Advertisement

News

Fans of fins

If there was ever a summer when you could really learn to appreciate a fan, it’s this one. Check out those blades slicing the excruciatingly humid air into gusts of momentary relief. They seemed so perfect, those blades, and for all intents and purposes they were.

[rssbreak]

That is, until someone took a good look at a bumpy humpback whale fin. That’s what the folks did who now run WhalePower, a Toronto-based company that custom-designs blades for applications ranging from fans to turbines.

According to director of research and development Stephen Dewar, it was his business partner, Dr. Frank Fish, who had the light bulb moment.

“Frank was buying a gift for a colleague. He picked up a sculpture of a humpback whale and saw the bumps on the leading edge of the flipper,” says Dewar, an inventor and the creator of, fittingly, Lorne Greene’s New Wilderness. “He walked out of there asking ‘What the hell are those bumps doing on the leading edge?'”

From there, casual examination of humpbacks in action revealed their astounding agility. “This is an animal that weighs as much as 14 Hummers. They are 27 feet long and turn at a radius of 27 feet,” says Dewar. If you can do that with your boat, he adds, you’re winning the America’s Cup.

That’s great for whales, but how does it apply to us? Turns out those bumps, or more precisely the channels along the fins that the bumps create, reduce drag.

“It’s not just the oceans we don’t understand the physics of this kind of airflow is totally new. It’s why it gets written up in physics journals around the world,” says Dewar.

He says blades that mimic these bumps, or tubercles, as they’re called, can increase efficiency 15 to 20 per cent, and even 30 per cent as the tech matures.

“From a conservation point of view, the best measure you can take is to conserve a kilowatt. You cut down on the whole footprint.”

I don’t have to hurt your brain coming up with a list of fans around me at the moment. Besides the obvious one blowing air in my face, there’s another one nearby pulling air into the HVAC system. Add a few in the desktop computer I’m using. Thousands of fans go by in the cars outside. There’s a fan in the fridge and another in the microwave. How many compressors and pumps are around? I don’t know – but I’d bet they could benefit from a big efficiency boost, too.

Dewar says 17 per cent of the world’s generating capacity is using fans of all types. Increasing efficiency by a third is nothing to sneeze at.

Another hot subject is computer and server heat. “It consumes up to 5 per cent of the U.S.’s generating capacity,” he says, adding that as servers take on more tasks, the fan tech has stayed relatively unchanged. That’s probably why he’s in talks to license WhalePower tech to major server users. “You can imagine for yourself who’s buying millions of servers every year,” hints Dewar.

Licensing, by the way, is how WhalePower works. They do the brain work. Then they create the tool for a licensee with large-scale production capabilities to produce their new whale-powered fans.

Another current project the team is working on involves adapting diesel truck engines to cut down on the horsepower being wasted to keep fans running. “It pays for itself in a week and a half for a large truck. For a stationary generator, the fan is paid for the first morning and continues running with reduced fuel consumption,” says Dewar.

Rethinking existing products to be more efficient is, admittedly, less glamorous than inventing some kind of miraculous 100 per cent green fuel cell – but it’s part of a plan that bridges to bigger and better.

Turbines? They’re definitely on WhalePower’s list. There’s another seriously amazing benefit to the bumpy design. It’s nearly silent. So no more grumpy neighbours complaining about whirring windmills.

But that’s just the future. The present is already teeming with simple applications just waiting for a new kind of blade to chop into the wasteful fanning of the flames of excess.

news@nowtoronto.com

Advertisement

Exclusive content and events straight to your inbox

Subscribe to our Newsletter

This field is for validation purposes and should be left unchanged.

By signing up, I agree to receive emails from Now Toronto and to the Privacy Policy and Terms & Conditions.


» **Task to complete**
Check every line below for the word "order" and copy each one that has it.

» **Task material**
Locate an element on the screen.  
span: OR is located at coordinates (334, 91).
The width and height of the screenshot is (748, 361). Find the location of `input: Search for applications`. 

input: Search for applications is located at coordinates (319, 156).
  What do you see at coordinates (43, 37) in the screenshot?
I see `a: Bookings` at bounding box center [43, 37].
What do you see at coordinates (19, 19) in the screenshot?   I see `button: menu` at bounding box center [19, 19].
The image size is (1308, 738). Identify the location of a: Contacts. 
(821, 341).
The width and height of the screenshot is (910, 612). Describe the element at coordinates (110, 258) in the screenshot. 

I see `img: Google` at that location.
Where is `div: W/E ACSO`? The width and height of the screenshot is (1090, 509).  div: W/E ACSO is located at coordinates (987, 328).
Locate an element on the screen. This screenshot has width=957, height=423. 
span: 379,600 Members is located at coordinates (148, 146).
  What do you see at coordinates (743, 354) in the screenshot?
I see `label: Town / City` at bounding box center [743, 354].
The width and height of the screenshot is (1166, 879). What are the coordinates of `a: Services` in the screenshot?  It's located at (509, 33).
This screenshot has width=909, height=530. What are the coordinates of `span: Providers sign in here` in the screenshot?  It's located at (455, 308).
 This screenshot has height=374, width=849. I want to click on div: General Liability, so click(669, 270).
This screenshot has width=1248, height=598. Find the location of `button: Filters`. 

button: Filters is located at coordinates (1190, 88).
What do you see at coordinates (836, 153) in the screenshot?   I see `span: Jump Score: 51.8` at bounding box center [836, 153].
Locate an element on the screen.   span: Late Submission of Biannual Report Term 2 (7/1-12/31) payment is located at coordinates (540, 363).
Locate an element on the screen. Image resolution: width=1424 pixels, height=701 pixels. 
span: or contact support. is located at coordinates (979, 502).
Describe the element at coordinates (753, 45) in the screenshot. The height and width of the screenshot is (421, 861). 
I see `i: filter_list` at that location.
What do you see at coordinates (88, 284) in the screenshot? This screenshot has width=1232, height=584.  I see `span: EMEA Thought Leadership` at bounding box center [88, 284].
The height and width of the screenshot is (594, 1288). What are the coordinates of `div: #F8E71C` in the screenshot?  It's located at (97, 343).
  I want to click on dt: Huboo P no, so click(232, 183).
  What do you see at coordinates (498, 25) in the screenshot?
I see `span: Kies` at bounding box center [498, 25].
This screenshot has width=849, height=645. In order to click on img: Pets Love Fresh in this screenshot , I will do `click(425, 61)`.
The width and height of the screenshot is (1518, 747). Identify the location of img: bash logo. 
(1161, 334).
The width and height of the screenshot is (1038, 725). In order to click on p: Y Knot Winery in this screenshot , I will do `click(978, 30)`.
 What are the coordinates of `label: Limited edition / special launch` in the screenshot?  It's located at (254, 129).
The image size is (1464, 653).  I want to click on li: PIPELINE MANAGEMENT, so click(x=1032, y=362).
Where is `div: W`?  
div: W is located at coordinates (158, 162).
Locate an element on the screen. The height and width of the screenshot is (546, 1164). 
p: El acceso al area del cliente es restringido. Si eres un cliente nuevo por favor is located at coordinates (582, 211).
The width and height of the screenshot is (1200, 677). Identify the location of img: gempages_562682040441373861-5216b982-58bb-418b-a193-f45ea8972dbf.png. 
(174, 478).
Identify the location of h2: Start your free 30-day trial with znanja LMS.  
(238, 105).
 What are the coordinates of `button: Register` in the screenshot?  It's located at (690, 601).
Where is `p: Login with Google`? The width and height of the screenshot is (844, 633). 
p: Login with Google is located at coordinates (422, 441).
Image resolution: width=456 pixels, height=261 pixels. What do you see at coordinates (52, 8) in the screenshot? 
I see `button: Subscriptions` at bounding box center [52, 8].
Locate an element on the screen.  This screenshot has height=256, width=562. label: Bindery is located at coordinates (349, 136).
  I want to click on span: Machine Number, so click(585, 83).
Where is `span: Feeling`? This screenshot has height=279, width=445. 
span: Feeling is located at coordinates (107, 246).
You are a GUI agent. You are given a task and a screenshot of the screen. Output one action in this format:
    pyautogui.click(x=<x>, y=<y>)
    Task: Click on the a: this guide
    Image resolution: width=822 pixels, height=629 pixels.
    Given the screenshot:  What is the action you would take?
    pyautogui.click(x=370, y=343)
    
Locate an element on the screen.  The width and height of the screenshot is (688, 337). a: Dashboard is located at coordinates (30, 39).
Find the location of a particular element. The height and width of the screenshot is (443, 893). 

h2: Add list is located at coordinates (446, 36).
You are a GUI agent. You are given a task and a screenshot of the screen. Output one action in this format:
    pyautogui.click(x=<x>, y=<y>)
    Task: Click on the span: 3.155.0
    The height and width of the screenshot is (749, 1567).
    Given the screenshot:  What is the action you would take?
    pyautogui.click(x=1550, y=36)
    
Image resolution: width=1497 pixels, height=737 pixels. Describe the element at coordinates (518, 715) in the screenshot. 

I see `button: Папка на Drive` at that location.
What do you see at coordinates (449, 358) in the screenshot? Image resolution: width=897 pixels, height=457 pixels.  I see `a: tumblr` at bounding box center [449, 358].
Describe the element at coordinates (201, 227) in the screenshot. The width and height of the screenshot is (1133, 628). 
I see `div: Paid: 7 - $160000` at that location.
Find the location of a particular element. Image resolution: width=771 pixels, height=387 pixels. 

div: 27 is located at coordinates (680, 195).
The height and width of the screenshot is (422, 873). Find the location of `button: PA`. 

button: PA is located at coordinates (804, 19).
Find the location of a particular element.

» **Output**
This screenshot has width=849, height=645. In order to click on img: Pets Love Fresh in this screenshot , I will do `click(425, 61)`.
The width and height of the screenshot is (1038, 725). In order to click on p: Y Knot Winery in this screenshot , I will do `click(978, 30)`.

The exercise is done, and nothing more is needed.